Jim, Thnx for the reply. I
Jim,
Thnx for the reply. I have searched extensively for this custom policy setup but cannot find one - any idea where I should look for this particular policy ?
best regards,
Theo
Try This
https://kb.altiris.com/display/1/articleDirect/index.asp?aid=38166&r=0.4006006
Altiris KB Article ID: 38166
I ran into the same issue with Office 2003
What are you trying to monitor?
If you are monitoring all of Office, or for that matter if you monitor *.exe, you can still pull the data out of the database by individual application and exe. You don't need a seperate monitor policy for each individual application you want to monitor.
You don't want to monitor
all .exe's. That is the first thing you should turn off or disable. I think you do want to create a policy for each application you monitor (so I disagree), but you should also consider why you are tracking it. For example, is it really necessary to track Word, when all you care is whether or not people are using Microsoft Access? Or are you trying to figure who's using MS Office, when they could be using Open Office?
Jim Harings
HP Enterprise Services
1st Rule of Connect Club: Mark the post that helped you the most as a 'solution'. 2nd Rule of Connect Club:You must talk about Connect club.
Why not?
The problem with App Metering is that the data cannot be collected retroactively.

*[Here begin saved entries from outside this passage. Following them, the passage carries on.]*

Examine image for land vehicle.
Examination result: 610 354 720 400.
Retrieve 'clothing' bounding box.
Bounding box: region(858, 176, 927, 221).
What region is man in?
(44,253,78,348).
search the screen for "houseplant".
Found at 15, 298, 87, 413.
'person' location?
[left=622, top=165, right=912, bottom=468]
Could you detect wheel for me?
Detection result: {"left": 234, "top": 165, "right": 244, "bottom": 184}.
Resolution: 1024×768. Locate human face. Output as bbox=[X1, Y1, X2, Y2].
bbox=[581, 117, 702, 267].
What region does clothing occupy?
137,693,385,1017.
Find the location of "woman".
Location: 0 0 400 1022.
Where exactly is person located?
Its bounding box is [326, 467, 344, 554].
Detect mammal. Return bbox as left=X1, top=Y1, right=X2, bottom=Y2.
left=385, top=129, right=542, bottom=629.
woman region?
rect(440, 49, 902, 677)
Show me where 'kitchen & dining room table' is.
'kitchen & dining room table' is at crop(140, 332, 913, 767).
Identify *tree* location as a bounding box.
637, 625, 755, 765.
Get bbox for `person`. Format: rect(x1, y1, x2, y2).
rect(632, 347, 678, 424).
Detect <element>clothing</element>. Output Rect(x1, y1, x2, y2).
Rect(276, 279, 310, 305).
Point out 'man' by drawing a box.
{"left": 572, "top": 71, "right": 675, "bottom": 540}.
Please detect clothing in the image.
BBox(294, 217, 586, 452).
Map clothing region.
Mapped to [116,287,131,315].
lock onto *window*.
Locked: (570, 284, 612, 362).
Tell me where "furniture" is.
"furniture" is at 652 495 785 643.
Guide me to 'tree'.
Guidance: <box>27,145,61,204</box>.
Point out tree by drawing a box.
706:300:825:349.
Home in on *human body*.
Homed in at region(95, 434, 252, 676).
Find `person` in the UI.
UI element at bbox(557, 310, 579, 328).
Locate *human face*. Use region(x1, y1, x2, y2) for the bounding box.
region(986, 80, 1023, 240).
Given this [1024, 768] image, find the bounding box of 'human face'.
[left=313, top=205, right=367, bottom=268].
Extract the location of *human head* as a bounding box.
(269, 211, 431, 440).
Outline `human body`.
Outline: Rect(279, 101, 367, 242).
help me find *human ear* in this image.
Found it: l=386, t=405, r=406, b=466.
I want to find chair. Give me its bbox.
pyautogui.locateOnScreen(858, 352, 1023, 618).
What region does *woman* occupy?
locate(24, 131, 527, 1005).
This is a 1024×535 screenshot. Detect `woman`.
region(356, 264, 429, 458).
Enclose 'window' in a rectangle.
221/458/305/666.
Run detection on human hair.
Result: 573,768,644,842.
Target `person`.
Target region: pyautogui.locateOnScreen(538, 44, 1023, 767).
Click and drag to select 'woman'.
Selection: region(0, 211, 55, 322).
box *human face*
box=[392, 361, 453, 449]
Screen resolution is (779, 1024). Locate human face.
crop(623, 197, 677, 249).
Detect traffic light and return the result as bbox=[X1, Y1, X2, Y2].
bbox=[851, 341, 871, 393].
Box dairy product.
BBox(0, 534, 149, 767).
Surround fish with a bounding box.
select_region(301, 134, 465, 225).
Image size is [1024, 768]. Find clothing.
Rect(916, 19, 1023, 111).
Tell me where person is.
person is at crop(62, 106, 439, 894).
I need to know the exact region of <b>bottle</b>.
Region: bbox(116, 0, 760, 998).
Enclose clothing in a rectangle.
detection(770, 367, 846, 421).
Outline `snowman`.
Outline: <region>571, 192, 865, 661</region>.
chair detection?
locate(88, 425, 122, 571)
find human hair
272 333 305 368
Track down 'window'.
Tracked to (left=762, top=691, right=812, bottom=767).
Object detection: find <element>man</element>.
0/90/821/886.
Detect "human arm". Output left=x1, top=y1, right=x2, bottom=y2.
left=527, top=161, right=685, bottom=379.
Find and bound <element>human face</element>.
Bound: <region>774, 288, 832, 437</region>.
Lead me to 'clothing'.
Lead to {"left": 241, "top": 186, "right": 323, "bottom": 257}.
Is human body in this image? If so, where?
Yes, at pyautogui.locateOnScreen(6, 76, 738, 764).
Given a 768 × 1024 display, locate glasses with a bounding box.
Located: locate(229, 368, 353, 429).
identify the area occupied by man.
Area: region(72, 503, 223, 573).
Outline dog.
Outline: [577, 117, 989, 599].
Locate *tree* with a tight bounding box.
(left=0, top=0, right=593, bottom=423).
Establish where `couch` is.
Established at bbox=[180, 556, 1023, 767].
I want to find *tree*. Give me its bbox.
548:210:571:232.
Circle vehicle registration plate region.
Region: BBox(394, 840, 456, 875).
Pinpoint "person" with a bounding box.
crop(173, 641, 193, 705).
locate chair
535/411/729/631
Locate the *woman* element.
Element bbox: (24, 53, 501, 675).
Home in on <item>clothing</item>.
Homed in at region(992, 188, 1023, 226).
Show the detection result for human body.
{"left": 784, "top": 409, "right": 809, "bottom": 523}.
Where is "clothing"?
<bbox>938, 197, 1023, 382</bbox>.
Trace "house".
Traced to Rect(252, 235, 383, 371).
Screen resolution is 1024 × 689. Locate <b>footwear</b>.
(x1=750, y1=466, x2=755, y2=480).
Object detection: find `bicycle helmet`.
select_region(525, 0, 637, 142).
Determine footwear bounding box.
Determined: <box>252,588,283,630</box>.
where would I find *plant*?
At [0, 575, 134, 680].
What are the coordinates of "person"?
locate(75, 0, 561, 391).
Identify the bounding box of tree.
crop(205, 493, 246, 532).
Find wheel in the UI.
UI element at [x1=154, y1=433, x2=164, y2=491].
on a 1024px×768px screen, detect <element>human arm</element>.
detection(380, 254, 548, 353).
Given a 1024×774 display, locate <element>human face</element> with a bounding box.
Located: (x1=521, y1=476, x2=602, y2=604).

I can't count the number of times I've been asked "Can you tell me how many people haven't used application XYZ in the last 6 months?" If you're defining individual app monitors, your answer (presuming nobody's asked before) has to be "I'll tell you in 6 months"
I don't support generating start/stop events for *.exe, but gathering summary data is incredibly valuable, just make sure you have your archive settings set appropriately. But you cannot use data you don't have.
Ahh yes
summary data yes, start\stop data no, that is what I was referring to.
Jim Harings
HP Enterprise Services
1st Rule of Connect Club: Mark the post that helped you the most as a 'solution'. 2nd Rule of Connect Club:You must talk about Connect club.
Then we're in complete agreement!
Good God! Don't ever capture start/stop events for anything you don't have a need for...although it's better now with the batching options, that kind of thing can bring your server to a crawl FAST!